Editorial Analysis for UPSC - Rights & Duties

Rights & Duties

Context:

  • Prime Minister Narendra Modi sought to suggest a dichotomy between the rights and duties of citizens when he said last week that the country had wasted a lot of time “fighting for rights” and “neglecting one’s duties”.

Rights and Duties Go Hand in Hand

  • Mahatma Gandhi in Hind Swaraj observed that “Real rights are a result of the performance of duty”.
  • Rights and duties are closely related and cannot be separated from one another. For every right, there is a corresponding duty.
  • The State protects and enforces rights and it is the duty of all citizens to be loyal to the state.
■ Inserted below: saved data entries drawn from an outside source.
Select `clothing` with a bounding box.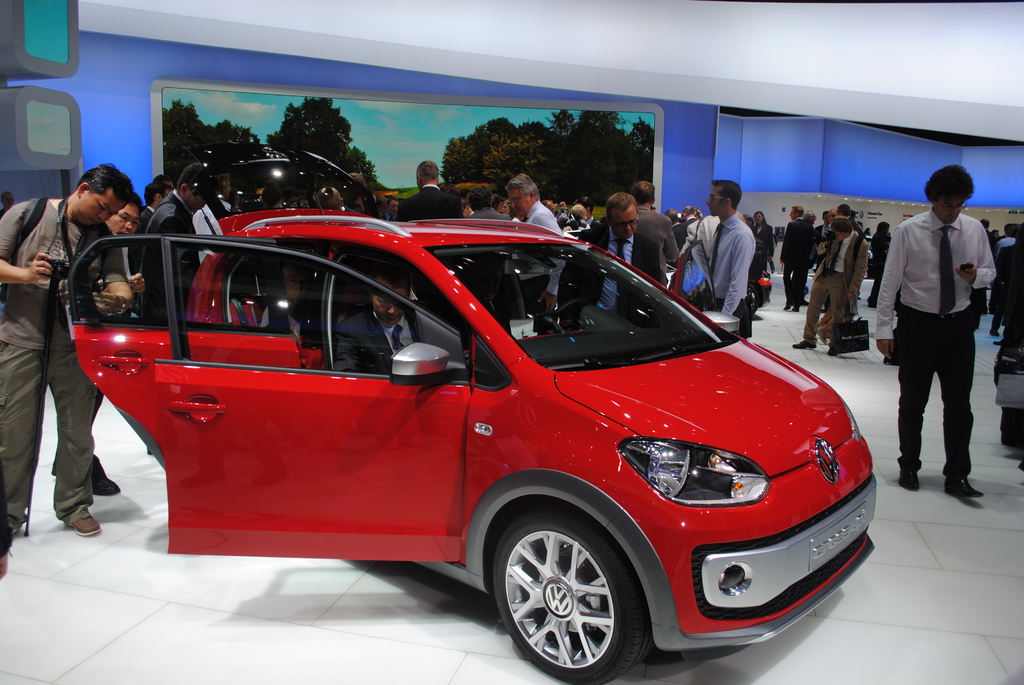
box(675, 216, 698, 246).
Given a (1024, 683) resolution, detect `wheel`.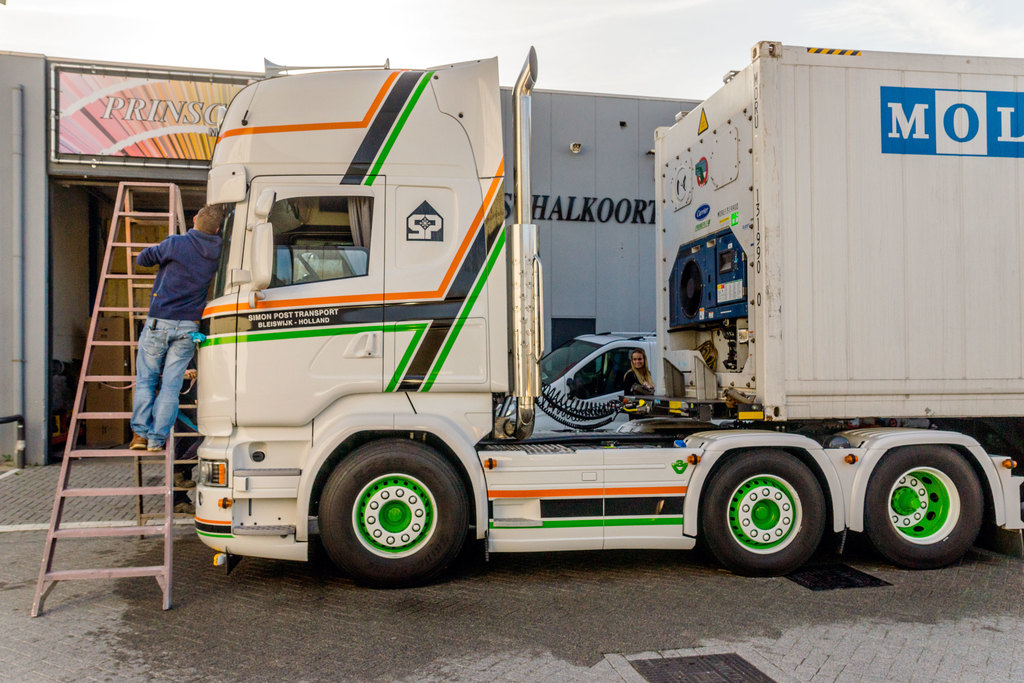
bbox(863, 443, 986, 570).
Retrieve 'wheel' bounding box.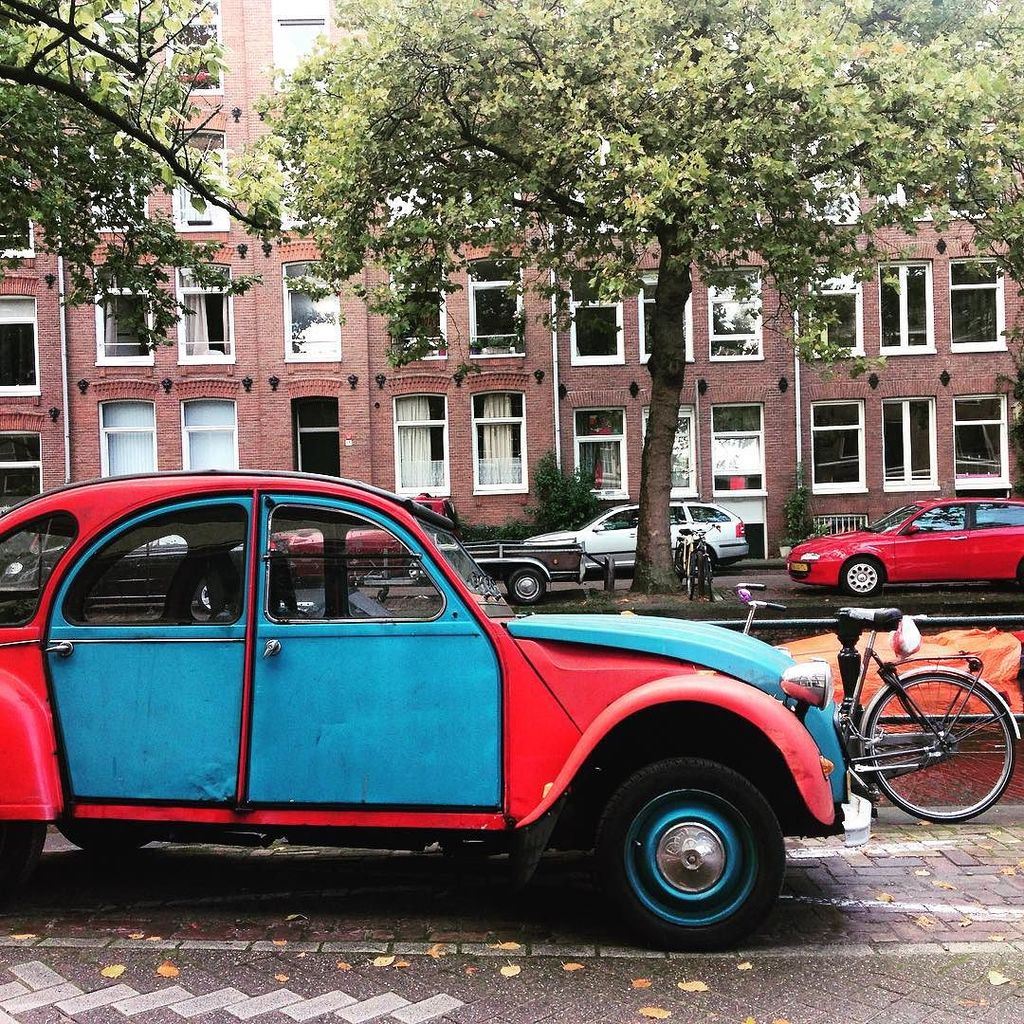
Bounding box: rect(375, 590, 384, 604).
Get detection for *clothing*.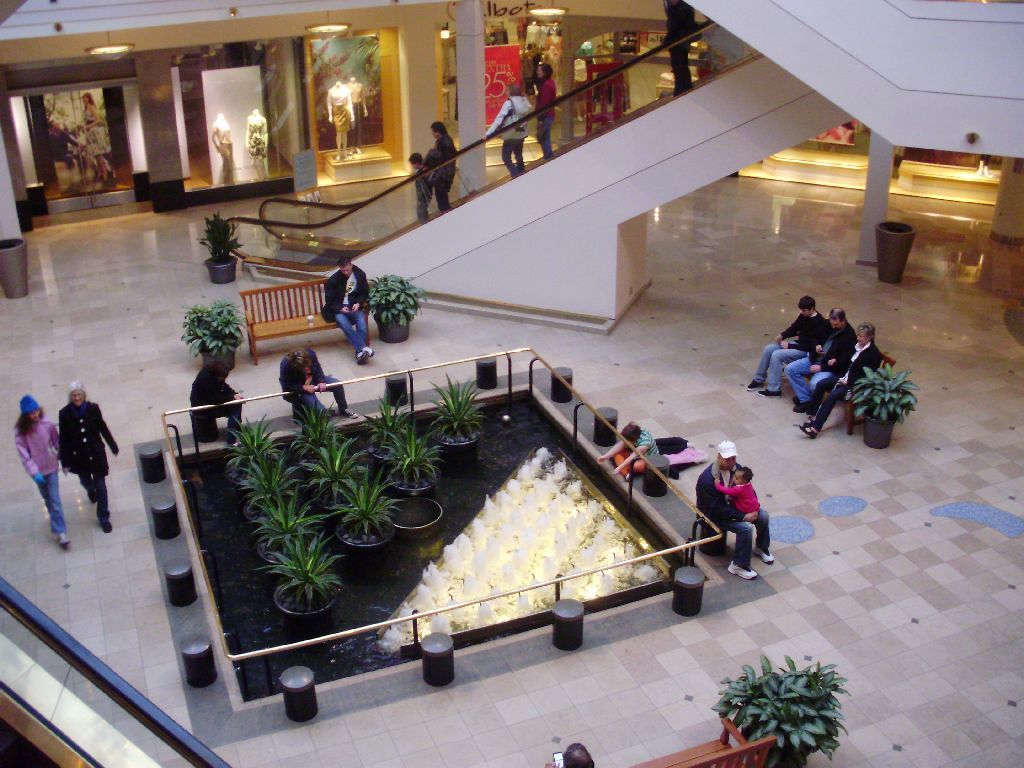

Thus a citizen has both Rights and Duties.
  • Indian Constitution provides its citizens with the Fundamental Rights and lists the Fundamental Duties to be followed by them.
  • The Constitution covers a broad spectrum of domains to protect the rights of the common man by introducing six rights as Fundamental Rights (Part III of the constitution).
  • Similarly, the Fundamental Duties are also emphasised upon by the Constitution (Part IVA of the constitution).
  • Fundamental duties were not part of our Constitution that came into effect in 1950. Instead, they crept in during the Emergency as part of the recommendation of a 12-member committee.
  • They owe their origins to the discussion of part of the Sardar Swaran Singh Committee Report which called for “certain fundamental duties and obligations which every citizen owes to the nation, inter-alia, to function in such a manner as to sustain

Duties of citizens:

  • Citizens are generally duty-bound to protect the integrity and the sovereignty of the country, and this is true for India though there is no conscription.
  • Other constitutional duties expected include a duty to promote harmony and brotherhood, and to develop scientific temper, humanism and a spirit of inquiry.
Neglect of Rights in favour of duties:
    • Realization of rights is still a work in progress: Any shift in state policy emphasis from rights to duties will be absurd and a disservice to many for whom the realisation of even fundamental rights is still a work in progress.
    • Rights necessary for nation’s Critical progress: An enlightened citizenry is critical to progress and good governance.
    • But duty is not something that the citizens owe to the state.
    • The obligation of individual citizens to the collective pursuit of a nation can be meaningful when their rights are guaranteed by the state. The citizen has a right to use a public road, and a duty to obey traffic rules.
    • The right and the duty are meaningful only in conjunction.
Conclusion
  • However, such a comparison of duties and rights is not permissible under our Constitution as its core principles are fundamental rights of the individual and their enjoyment by citizens subject to reasonable restrictions.
  • Subsequent apex court rulings have made it clear that fundamental rights are not absolute.